Kennedy expressed surprise with Drury’s statement about the Lake County political establishment.

“I can’t imagine he was referring to me,” Kennedy said.

Waller, a Republican, has been in office 22 years. Kennedy said he is a lifelong Democrat, and has lived in Libertyville since 1992. 

Nerheim, one of the Republican candidates, touts his background as an assistant Lake County’s state’s attorney as well as his work on behalf of criminal defendants in the Waukegan courthouse.

“Like him (Drury), I’m a political outsider,” said Nerheim, who has not run for office before.

“Experience in the Lake County Courthouse is important," he continued. "The job of an assistant Lake County state’s attorney is very different from an assistant United States attorney.”

Winter is on vacation and was unable to respond to Patch.

Drury Touts Supervisory Experience

All four candidates have solid background as lawyers with three working as prosecutors — Drury, Kennedy and Nerheim. Drury believes his supervisory efforts as lead prosecutor in a number of cases helps qualify him for the job. 

“As a first chair on trials, I oversaw the work of investigators, agents and other assistant U.S. attorneys,” Drury said. “The state’s attorney is a policymaker.” 

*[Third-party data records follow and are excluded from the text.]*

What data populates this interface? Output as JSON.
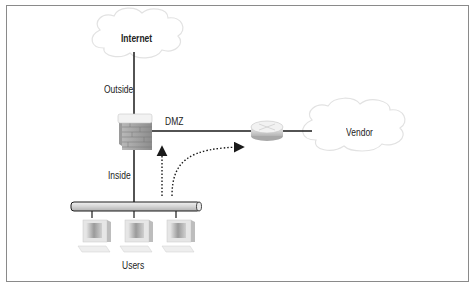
{
  "diagram": {
    "type": "network-topology",
    "nodes": {
      "internet": {
        "label": "Internet",
        "shape": "cloud"
      },
      "vendor": {
        "label": "Vendor",
        "shape": "cloud"
      },
      "firewall": {
        "label": "",
        "shape": "firewall-brick"
      },
      "router": {
        "label": "",
        "shape": "router"
      },
      "lan_bus": {
        "label": "",
        "shape": "bus-pipe"
      },
      "users": {
        "label": "Users",
        "count": 3,
        "shape": "workstation"
      }
    },
    "links": {
      "outside": {
        "label": "Outside",
        "from": "internet",
        "to": "firewall"
      },
      "dmz": {
        "label": "DMZ",
        "from": "firewall",
        "to": "router"
      },
      "inside": {
        "label": "Inside",
        "from": "firewall",
        "to": "lan_bus"
      },
      "router_vendor": {
        "label": "",
        "from": "router",
        "to": "vendor"
      }
    },
    "flows": [
      {
        "from": "lan_bus",
        "to": "firewall",
        "style": "dotted-arrow"
      },
      {
        "from": "lan_bus",
        "to": "router",
        "style": "dotted-curved-arrow"
      }
    ],
    "colors": {
      "line": "#1a1a1a",
      "cloud_stroke": "#e2e2e2",
      "frame": "#8a8a8a",
      "brick": "#a9a9a9",
      "pipe": "#d8d8d8"
    }
  }
}
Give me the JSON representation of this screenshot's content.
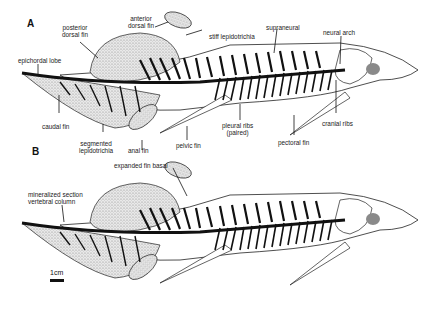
{
  "figure": {
    "panels": [
      {
        "letter": "A",
        "labels": {
          "posterior_dorsal_fin_1": "posterior",
          "posterior_dorsal_fin_2": "dorsal fin",
          "anterior_dorsal_fin_1": "anterior",
          "anterior_dorsal_fin_2": "dorsal fin",
          "stiff_lepidotrichia": "stiff lepidotrichia",
          "supraneural": "supraneural",
          "neural_arch": "neural arch",
          "epichordal_lobe": "epichordal lobe",
          "caudal_fin": "caudal fin",
          "segmented_lepidotrichia_1": "segmented",
          "segmented_lepidotrichia_2": "lepidotrichia",
          "anal_fin": "anal fin",
          "pelvic_fin": "pelvic fin",
          "pleural_ribs_1": "pleural ribs",
          "pleural_ribs_2": "(paired)",
          "pectoral_fin": "pectoral fin",
          "cranial_ribs": "cranial ribs"
        }
      },
      {
        "letter": "B",
        "labels": {
          "expanded_fin_basal": "expanded fin basal",
          "mineralized_section": "mineralized section",
          "vertebral_column": "vertebral column"
        },
        "scale_bar": "1cm"
      }
    ],
    "colors": {
      "ink": "#111111",
      "eye": "#8a8a8a",
      "stipple": "#bdbdbd"
    }
  }
}
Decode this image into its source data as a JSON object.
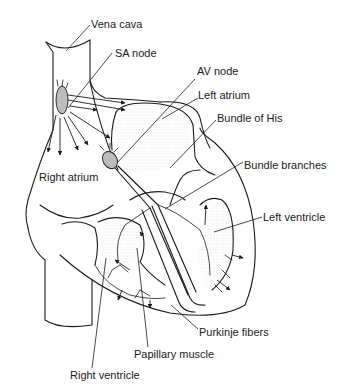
{
  "diagram": {
    "type": "anatomical-illustration",
    "line_color": "#1a1a1a",
    "background": "#ffffff",
    "labels": {
      "vena_cava": "Vena cava",
      "sa_node": "SA node",
      "av_node": "AV node",
      "left_atrium": "Left atrium",
      "bundle_of_his": "Bundle of His",
      "bundle_branches": "Bundle branches",
      "right_atrium": "Right atrium",
      "left_ventricle": "Left ventricle",
      "purkinje_fibers": "Purkinje fibers",
      "papillary_muscle": "Papillary muscle",
      "right_ventricle": "Right ventricle"
    }
  }
}
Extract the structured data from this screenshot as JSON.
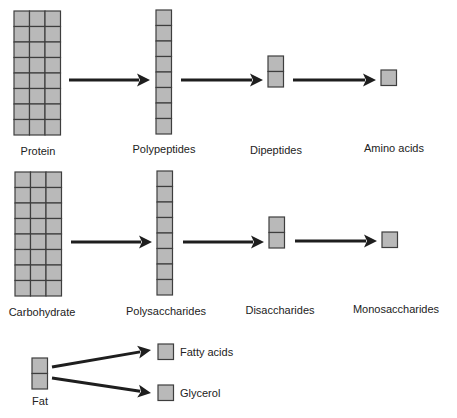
{
  "diagram": {
    "colors": {
      "cell_fill": "#b9b9b9",
      "cell_stroke": "#3e3e3e",
      "arrow": "#1e1e1e",
      "text": "#222222"
    },
    "rows": [
      {
        "name": "protein",
        "stages": [
          {
            "label": "Protein",
            "cols": 3,
            "rows": 8
          },
          {
            "label": "Polypeptides",
            "cols": 1,
            "rows": 8
          },
          {
            "label": "Dipeptides",
            "cols": 1,
            "rows": 2
          },
          {
            "label": "Amino acids",
            "cols": 1,
            "rows": 1
          }
        ]
      },
      {
        "name": "carbohydrate",
        "stages": [
          {
            "label": "Carbohydrate",
            "cols": 3,
            "rows": 8
          },
          {
            "label": "Polysaccharides",
            "cols": 1,
            "rows": 8
          },
          {
            "label": "Disaccharides",
            "cols": 1,
            "rows": 2
          },
          {
            "label": "Monosaccharides",
            "cols": 1,
            "rows": 1
          }
        ]
      }
    ],
    "fat": {
      "source": {
        "label": "Fat",
        "cols": 1,
        "rows": 2
      },
      "products": [
        {
          "label": "Fatty acids",
          "cols": 1,
          "rows": 1
        },
        {
          "label": "Glycerol",
          "cols": 1,
          "rows": 1
        }
      ]
    }
  }
}
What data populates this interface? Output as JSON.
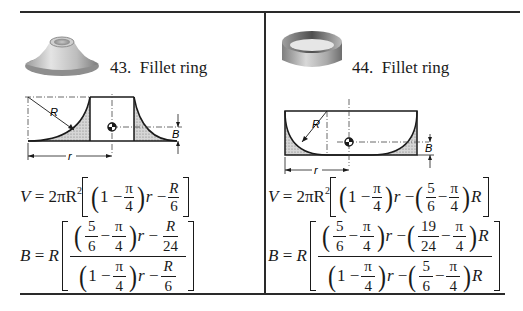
{
  "items": [
    {
      "number": "43.",
      "title": "Fillet ring",
      "photo": "fillet-ring-convex-photo",
      "diagram_labels": {
        "radius": "R",
        "length": "r",
        "centroid_offset": "B"
      },
      "volume_formula": "V = 2πR²[(1 − π/4) r − R/6]",
      "centroid_formula": "B = R[((5/6 − π/4) r − R/24) / ((1 − π/4) r − R/6)]",
      "eq": {
        "V": "V",
        "eq": "=",
        "coef": "2πR",
        "sq": "2",
        "one": "1",
        "minus": "−",
        "pi": "π",
        "four": "4",
        "r": "r",
        "R": "R",
        "six": "6",
        "five": "5",
        "twentyfour": "24",
        "B": "B"
      }
    },
    {
      "number": "44.",
      "title": "Fillet ring",
      "photo": "fillet-ring-concave-photo",
      "diagram_labels": {
        "radius": "R",
        "length": "r",
        "centroid_offset": "B"
      },
      "volume_formula": "V = 2πR²[(1 − π/4) r − (5/6 − π/4) R]",
      "centroid_formula": "B = R[((5/6 − π/4) r − (19/24 − π/4) R) / ((1 − π/4) r − (5/6 − π/4) R)]",
      "eq": {
        "V": "V",
        "eq": "=",
        "coef": "2πR",
        "sq": "2",
        "one": "1",
        "minus": "−",
        "pi": "π",
        "four": "4",
        "r": "r",
        "R": "R",
        "six": "6",
        "five": "5",
        "nineteen": "19",
        "twentyfour": "24",
        "B": "B"
      }
    }
  ]
}
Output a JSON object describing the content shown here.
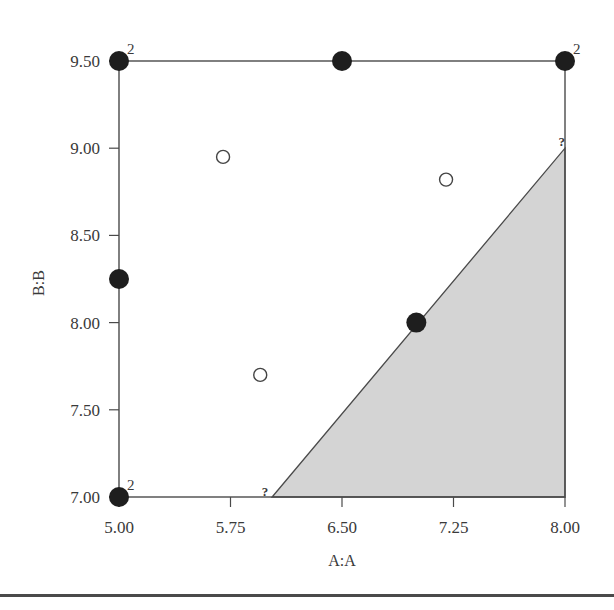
{
  "chart_data": {
    "type": "scatter",
    "title": "",
    "xlabel": "A:A",
    "ylabel": "B:B",
    "xlim": [
      5.0,
      8.0
    ],
    "ylim": [
      7.0,
      9.5
    ],
    "x_ticks": [
      "5.00",
      "5.75",
      "6.50",
      "7.25",
      "8.00"
    ],
    "y_ticks": [
      "7.00",
      "7.50",
      "8.00",
      "8.50",
      "9.00",
      "9.50"
    ],
    "grid": false,
    "legend": null,
    "series": [
      {
        "name": "design points (filled)",
        "marker": "filled-circle",
        "points": [
          {
            "x": 5.0,
            "y": 9.5,
            "label": "2"
          },
          {
            "x": 6.5,
            "y": 9.5,
            "label": ""
          },
          {
            "x": 8.0,
            "y": 9.5,
            "label": "2"
          },
          {
            "x": 5.0,
            "y": 8.25,
            "label": ""
          },
          {
            "x": 7.0,
            "y": 8.0,
            "label": ""
          },
          {
            "x": 5.0,
            "y": 7.0,
            "label": "2"
          }
        ]
      },
      {
        "name": "design points (open)",
        "marker": "open-circle",
        "points": [
          {
            "x": 5.7,
            "y": 8.95
          },
          {
            "x": 7.2,
            "y": 8.82
          },
          {
            "x": 5.95,
            "y": 7.7
          }
        ]
      }
    ],
    "shaded_region": {
      "description": "excluded constraint region (gray triangle)",
      "vertices": [
        [
          6.03,
          7.0
        ],
        [
          8.0,
          9.0
        ],
        [
          8.0,
          7.0
        ]
      ],
      "fill": "#d4d4d4",
      "vertex_labels": [
        {
          "x": 6.03,
          "y": 7.0,
          "label": "?"
        },
        {
          "x": 8.0,
          "y": 9.0,
          "label": "?"
        }
      ]
    },
    "annotations": [
      "2",
      "2",
      "2",
      "?",
      "?"
    ]
  },
  "colors": {
    "axis": "#4a4a4a",
    "filled_marker": "#1e1e1e",
    "open_marker_stroke": "#444444",
    "region_fill": "#d4d4d4",
    "text": "#3a3a3a"
  }
}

Kennedy has made the centerpiece of his campaign the creation of a conviction integrity unit to make better use of DNA evidence in the aftermath of the Jerry Hobbs case. Winter agrees it is a good idea; Nerheim would appoint a blue-ribbon panel to guard against similar injustices.

Hobbs was arrested in 2005 for the stabbing death of his 8-year-old daughter and another girl in Zion, jailed without bond and held until 2010 when he was cleared because the DNA of another suspect was found at the crime scene.

Favors Criminal Investigations

Drury would rather use the Lake County grand jury to conduct criminal investigations, the preferred method in federal prosecutions. 

“When you run your investigations as a grand jury it involves more privacy. Bad information won’t get out, you won’t follow it and you won’t be stuck with it,” Drury said. “If there are questions you won’t have an innocent man in jail. That is your job.” 

Drury attended the University of California at Berkeley where he was a cum laude graduate in 1995. He also graduated with honors from the Northwestern University Law School in 1998. 

He worked for the Chicago law firm Holleb & Coff, joined Sachnoff & Weaver a year later and went to the U.S. Attorney’s Office in 2003. In June, he returned to Sachnoff & Weaver’s successor, Reed Smith.